Pages

Tuesday, 26 July 2011

Come to Canberra: For Typewriters

IN DEFENCE OF THE TYPEWRITER CAPITAL OF THE SOUTHERN HEMISPHERE
It has long been a favourite past-time of Australians to denigrate their national capital. Canberra has most commonly been described as a "good sheep station spoiled". It has for many years now had an unjustifiable reputation of being lifeless and boring.
But even Canberrans are happy to have it referred to as the "bush capital". They like the idea of living in a large-sized city, one with all the necessary amenities and attractions, but all the while closely confined within an easily accessible country environment.  Sydney and Melbourne are Sodom and Gomorrah, sin cities; Canberra is still relatively "clean" - at least the air is generally fresh, if often chilly.
Quite what purpose is served by  "Canberra bashing" is beyond normal comprehension. Canberra is a beautiful, vibrant place, albeit one beset by all the evils of any city of its size (population about 385,000). It's got, in other words, sex 'n' drugs 'n' rock 'n' roll.
Canberra spreads to the edges of the Australian Capital Territory, a pocket of land within the state of New South Wales, no more than a three-hour two-lane highway drive from Sydney.
I can't speak for Washington, but of the "man-made" capital cities of the world, I'm certain Canberra ranks way ahead of Brasilia. It's no longer the soulless concrete canyon it was as little as 40 years ago, when I first visited.
I have lived here now for more than 14 years. Happily for me, about six years ago I came to the realisation that Canberra had once been the "typewriter capital of the Southern Hemisphere". Thanks to its academic institutes, the public service, and the migrants who drifted here from Europe in the 1950s, some having worked on the Snowy River hydro scheme, typewriters - many hundreds of them - had come to this city from all over. They were, not so long ago, to be found in abundance in op-shops and recycling centres.
Canberra was designed at the turn of the last century by an American, Walter Burley Griffin. It started to become a bricks and mortar settlement in 1913, and the Federal Government was finally moved here in 1924. But it took another 60 years for it to start to truly "come alive" in its own right.
Canberra had developed such a bad reputation in the early 1970s, the Government felt it necessary to promote it as a desirable place to live for public servants. A brochure published at the time has, in the past few weeks, been yet again uncovered, scanned and posted on the Internet. These pages went, in the modern idiom "viral". Small things amuse small minds, as they say ...

Getting a bonus for being able to type at a leisurely 50 words a minute is indicative of the easy, laidback lifestyle of Canberra .. then, as now.

1 comment:

  1. I like Canberra. It's a very calm city; has some great bookstores; and perfectly dry air.

    A good friend once lived there for a while, and I miss taking a flight down and having a good writing session over Steely Dan and wine.

    ReplyDelete

I do not accept anonymous comments.
I only allow comments under User IDs provided I know who that person is.
Do not ask me to evaluate typewriters.
Comments must be relevant to the post.
As the author of these posts, I make the decisions about what they contain - it is not open to discussion.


Task statement:
From the line containing "What do you see at coordinates (76, 189)" down to the final line of the entries below, return each line exactly and drop the pictures.

▶

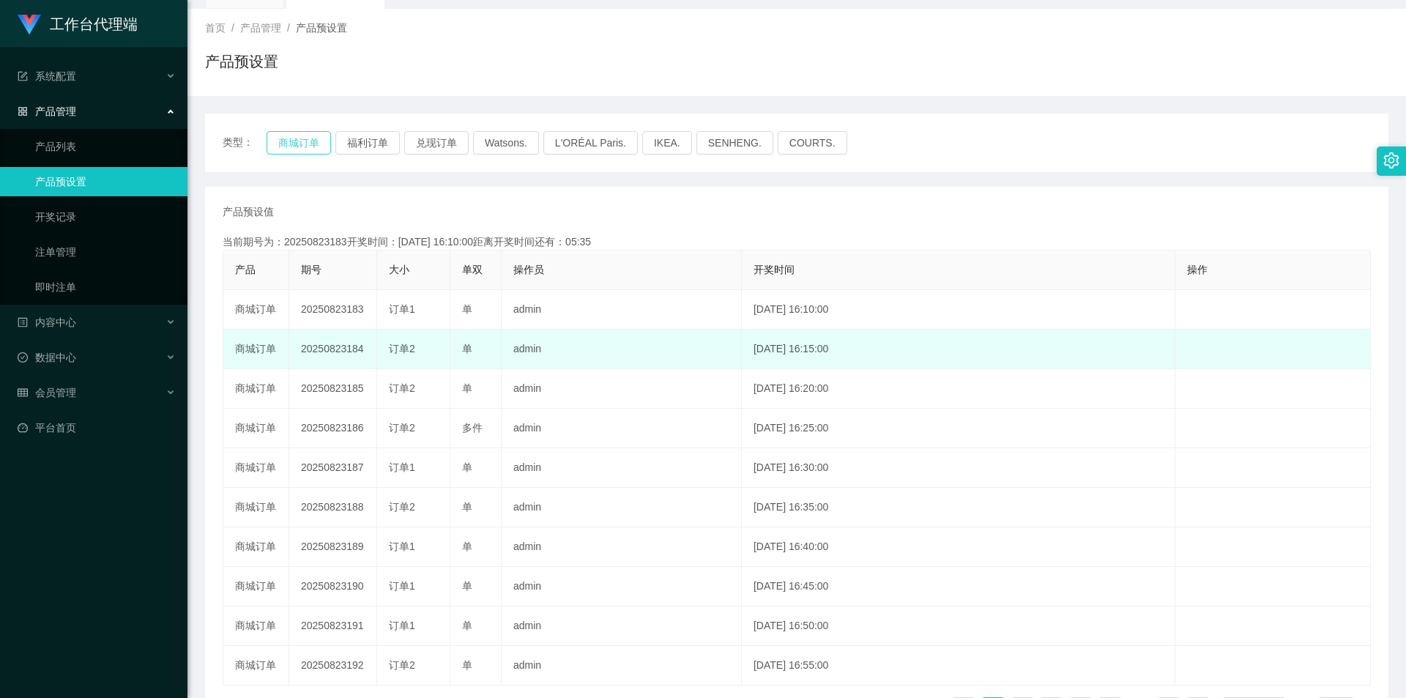  What do you see at coordinates (311, 269) in the screenshot?
I see `span: 期号` at bounding box center [311, 269].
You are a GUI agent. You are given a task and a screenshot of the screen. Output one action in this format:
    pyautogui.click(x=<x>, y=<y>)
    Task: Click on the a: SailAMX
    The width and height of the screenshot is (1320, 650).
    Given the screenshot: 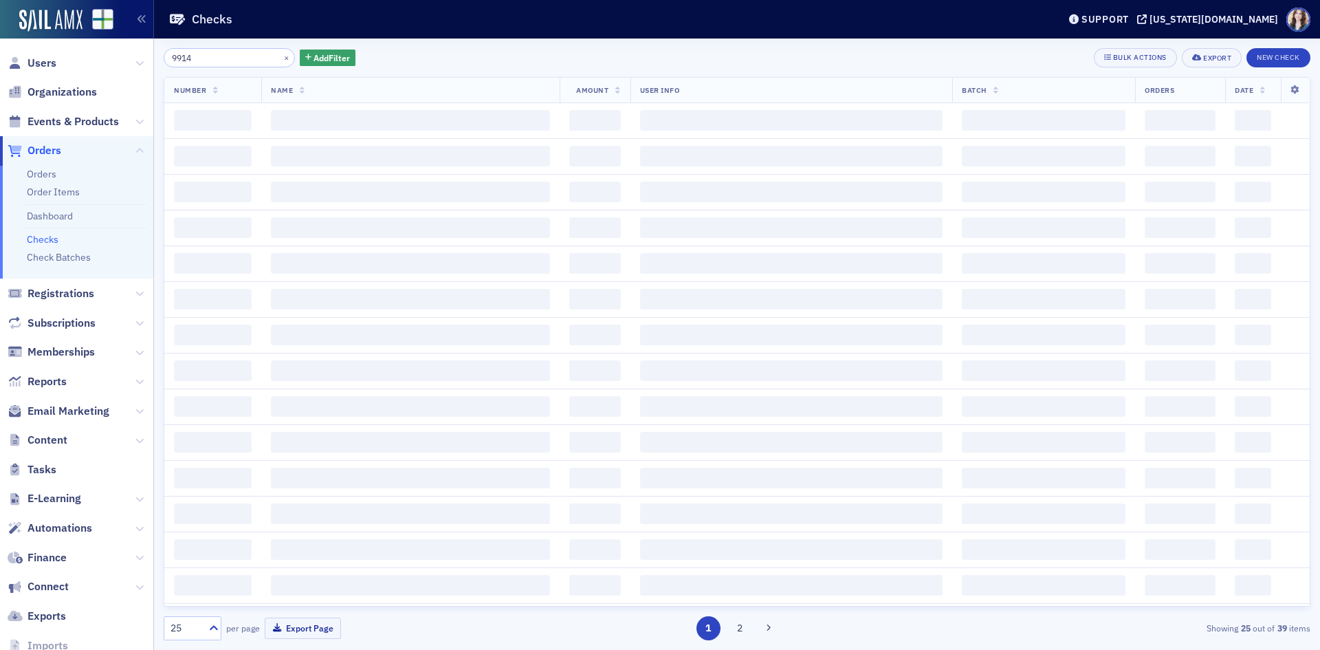 What is the action you would take?
    pyautogui.click(x=51, y=21)
    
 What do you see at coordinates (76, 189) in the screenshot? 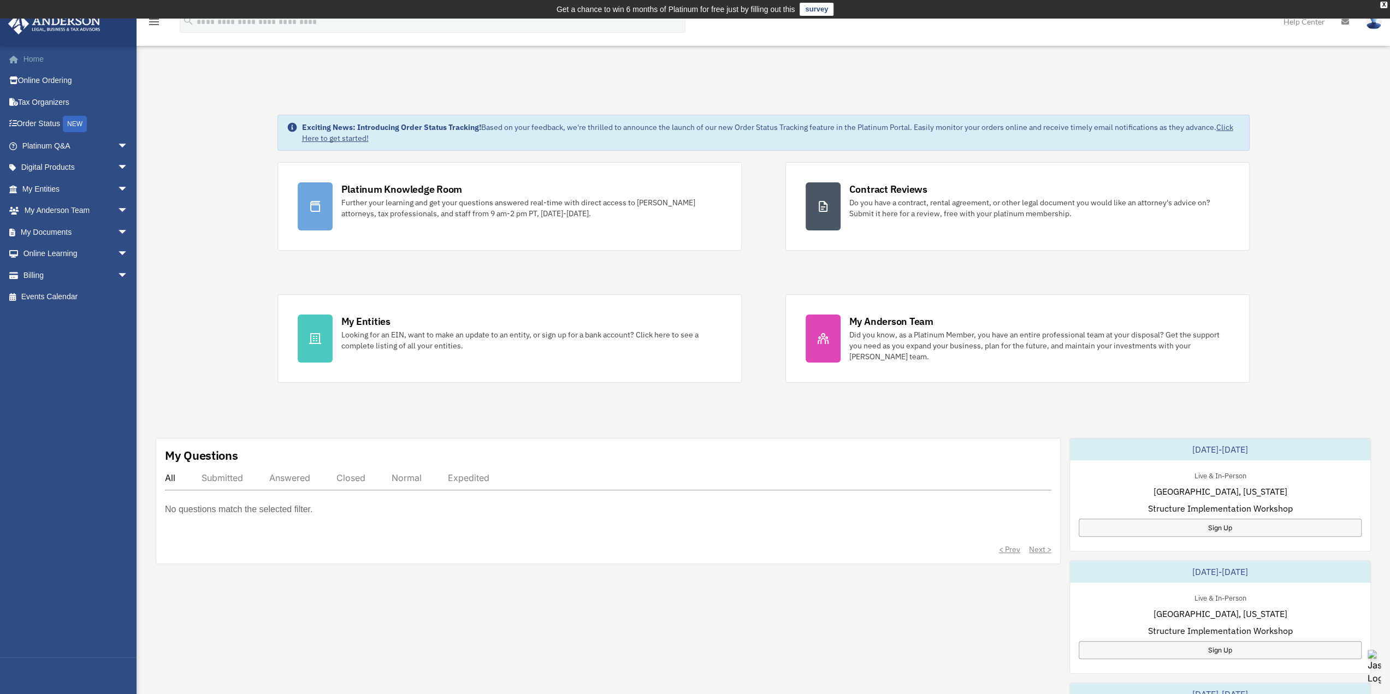
I see `a: My Entitiesarrow_drop_down` at bounding box center [76, 189].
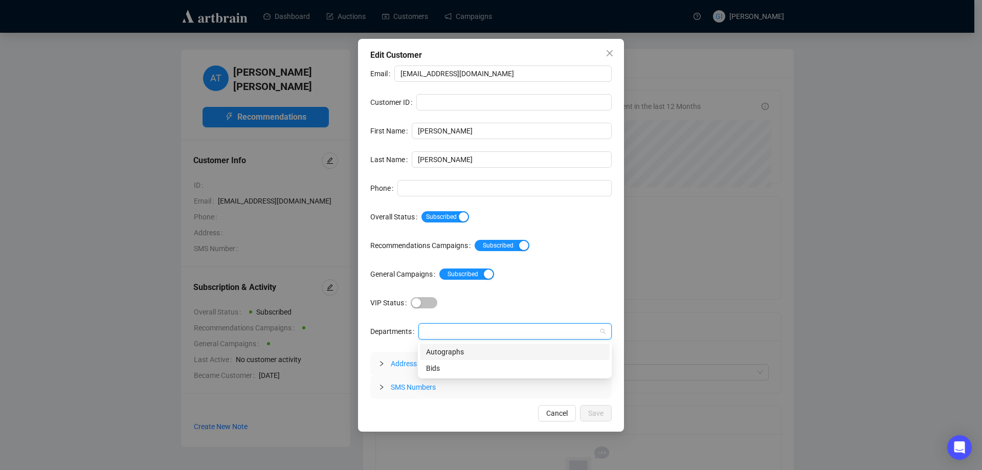 The height and width of the screenshot is (470, 982). I want to click on button: Overall Status, so click(445, 217).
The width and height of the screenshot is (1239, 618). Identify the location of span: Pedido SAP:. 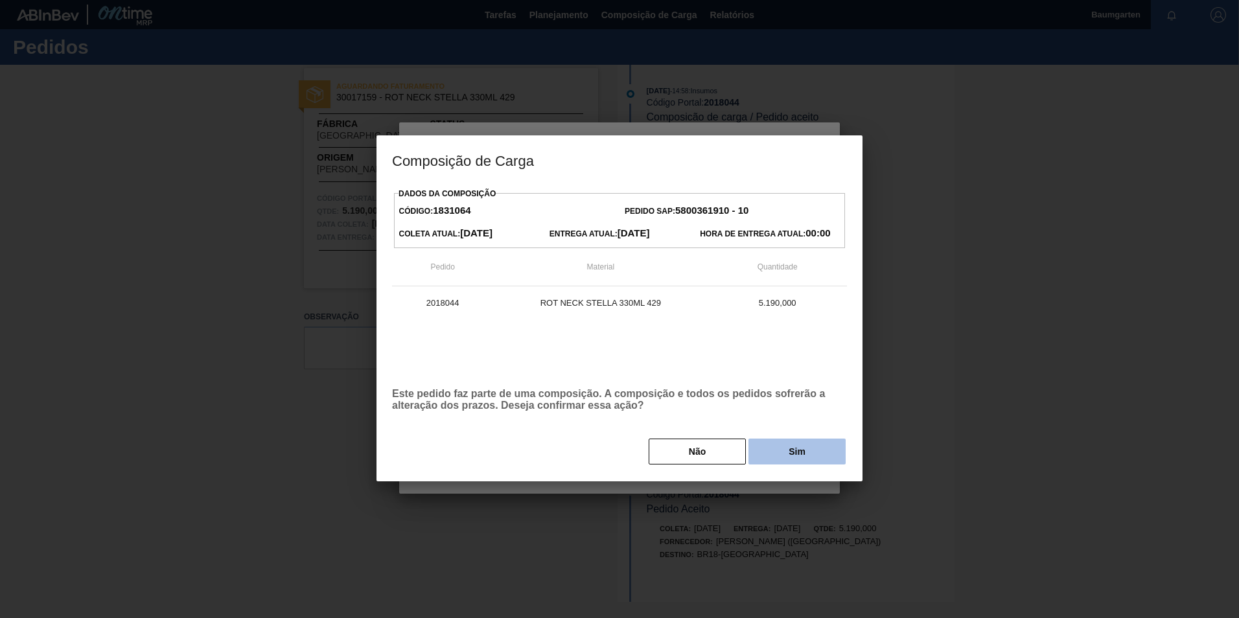
(686, 211).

◀

Written solution:
 What do you see at coordinates (76, 189) in the screenshot? 
I see `a: My Entitiesarrow_drop_down` at bounding box center [76, 189].
 The height and width of the screenshot is (470, 982). I want to click on button: Overall Status, so click(445, 217).
The width and height of the screenshot is (1239, 618). Identify the location of span: Pedido SAP:. 
(686, 211).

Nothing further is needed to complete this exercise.